Damien Steven Hirst (born 7 June 1965) is an English artist, entrepreneur and art collector.
He is the most prominent member of the group known as the Young British Artists (or YBAs), who dominated the art scene in Britain during the 1990s. He is internationally renowned, and is reportedly Britain's richest living artist, with his wealth valued at £215m in the 2010 Sunday Times Rich List.
During the 1990s his career was closely linked with the collector Charles Saatchi, but increasing frictions came to a head in 2003 and the relationship ended.
Death is a central theme in Hirst's works. He became famous for a series of artworks in which dead animals (including a shark, a sheep and a cow) are preserved—sometimes having been dissected—in formaldehyde.
The Physical Impossibility of Death in the Mind of Someone Living, a 14-foot (4.3 m) tiger shark immersed in formaldehyde in a vitrine (clear display case) became the iconic work of British art in the 1990s, and the symbol of Britart worldwide.
[source:Wikipedia]
His exhibition titled “New Religion”, presented at the Macedonian Museum of Contemporary Art (Thessaloniki), provides a characteristic as well as comprehensive overview of his artistic practice, his way of working and his subjects.
Through his visual arts practice, Hirst draws a descriptive anatomy of his era, while testing its boundaries. His work is characterized by clarity of images and by the immediacy of the message.
Completely free of guilt, through risk and boldness, he uses and manipulates the mechanisms of creation and the devices of recognition of contemporary art.
“New Religion” is Damien Hirst’s first solo show in Greece.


### YOUR TASK
Only the lines in the entries below from the line with "This screenshot has width=1199, height=573." to the line with "Task: Click on the a: Register", both included, belong in the answer, transcribed exactly and without pictures.

### Pixel coordinate grounding data

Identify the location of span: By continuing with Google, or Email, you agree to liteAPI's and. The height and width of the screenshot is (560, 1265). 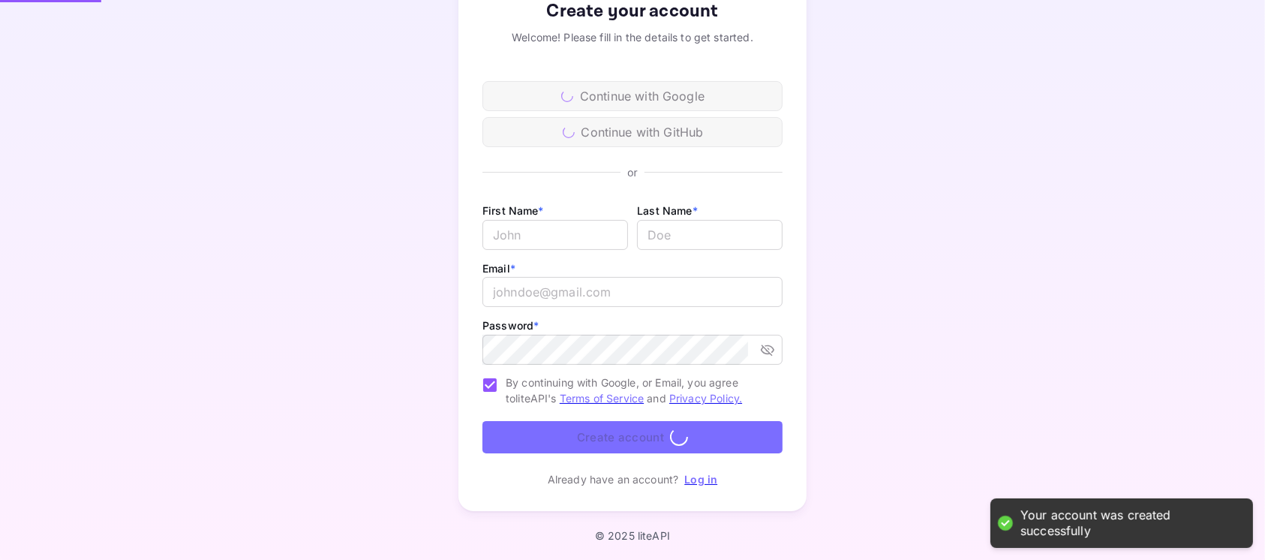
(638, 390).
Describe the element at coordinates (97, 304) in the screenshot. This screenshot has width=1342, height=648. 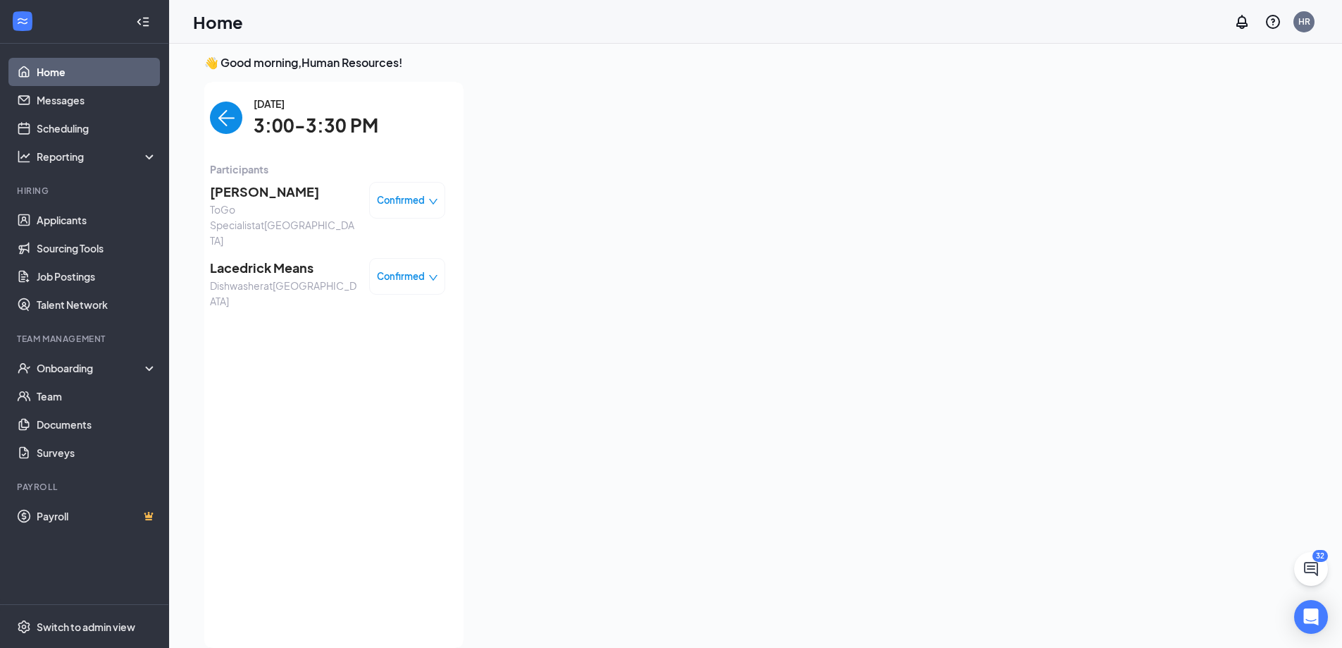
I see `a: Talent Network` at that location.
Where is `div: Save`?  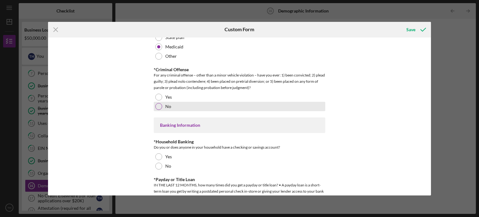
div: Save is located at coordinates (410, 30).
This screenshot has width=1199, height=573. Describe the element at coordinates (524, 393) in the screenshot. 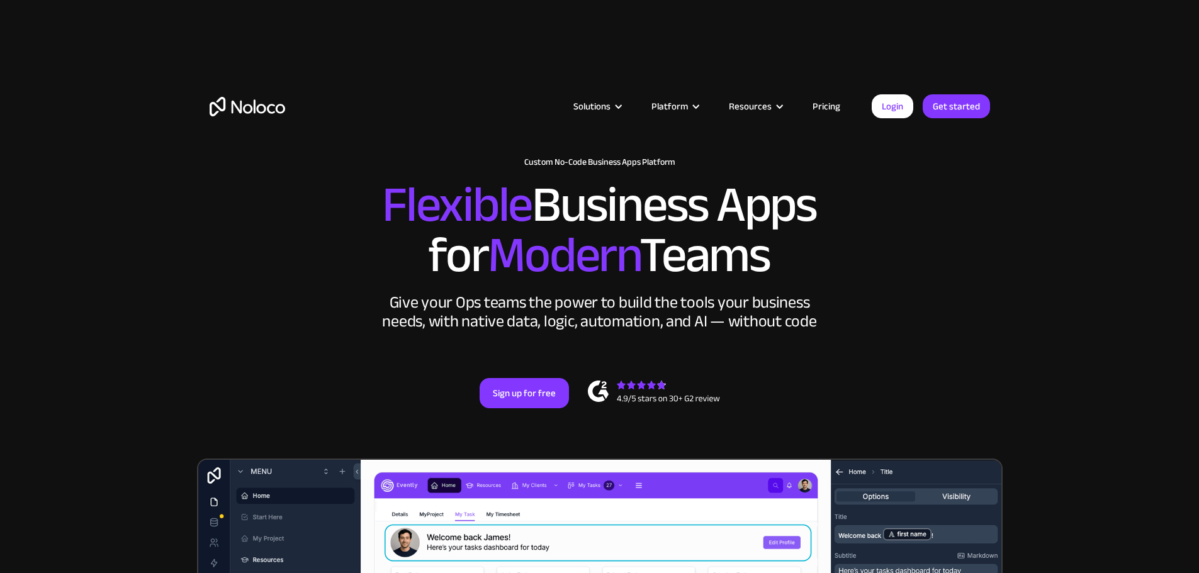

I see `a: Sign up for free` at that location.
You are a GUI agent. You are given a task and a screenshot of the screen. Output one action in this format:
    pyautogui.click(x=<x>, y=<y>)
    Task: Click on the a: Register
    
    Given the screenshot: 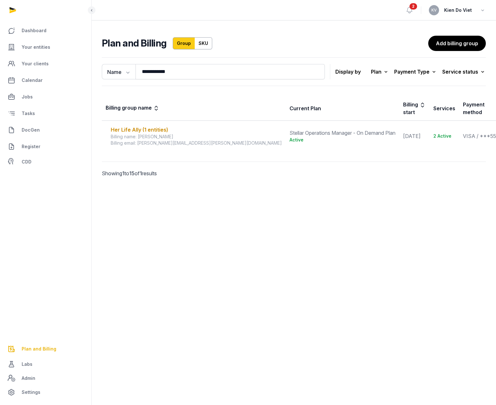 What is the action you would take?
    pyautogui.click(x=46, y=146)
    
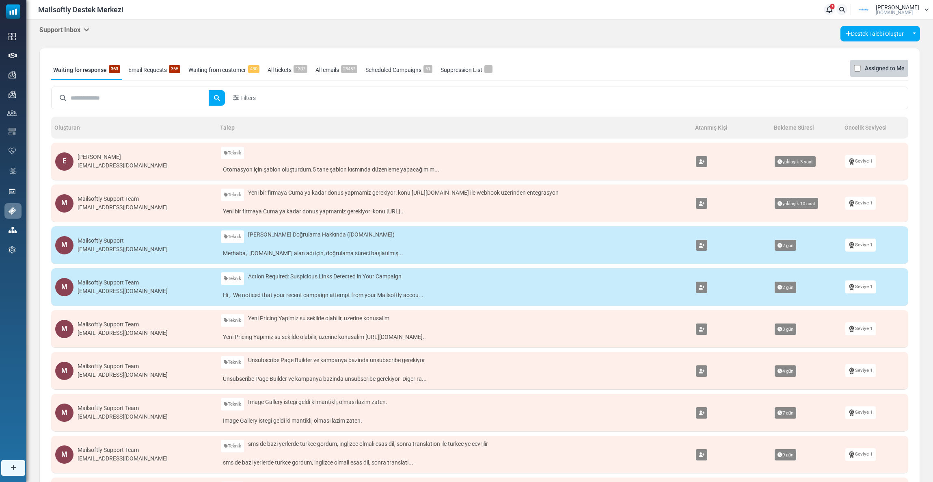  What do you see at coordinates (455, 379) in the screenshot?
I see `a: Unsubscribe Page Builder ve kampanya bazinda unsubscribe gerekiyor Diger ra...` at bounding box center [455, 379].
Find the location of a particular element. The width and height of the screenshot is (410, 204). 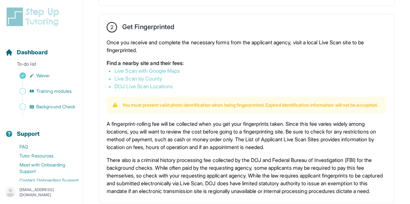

### RESULT OF THE TASK
This screenshot has width=1199, height=573. Describe the element at coordinates (524, 393) in the screenshot. 

I see `a: Sign up for free` at that location.
You are a GUI agent. You are given a task and a screenshot of the screen. Output one action in this format:
    pyautogui.click(x=<x>, y=<y>)
    Task: Click on the a: Register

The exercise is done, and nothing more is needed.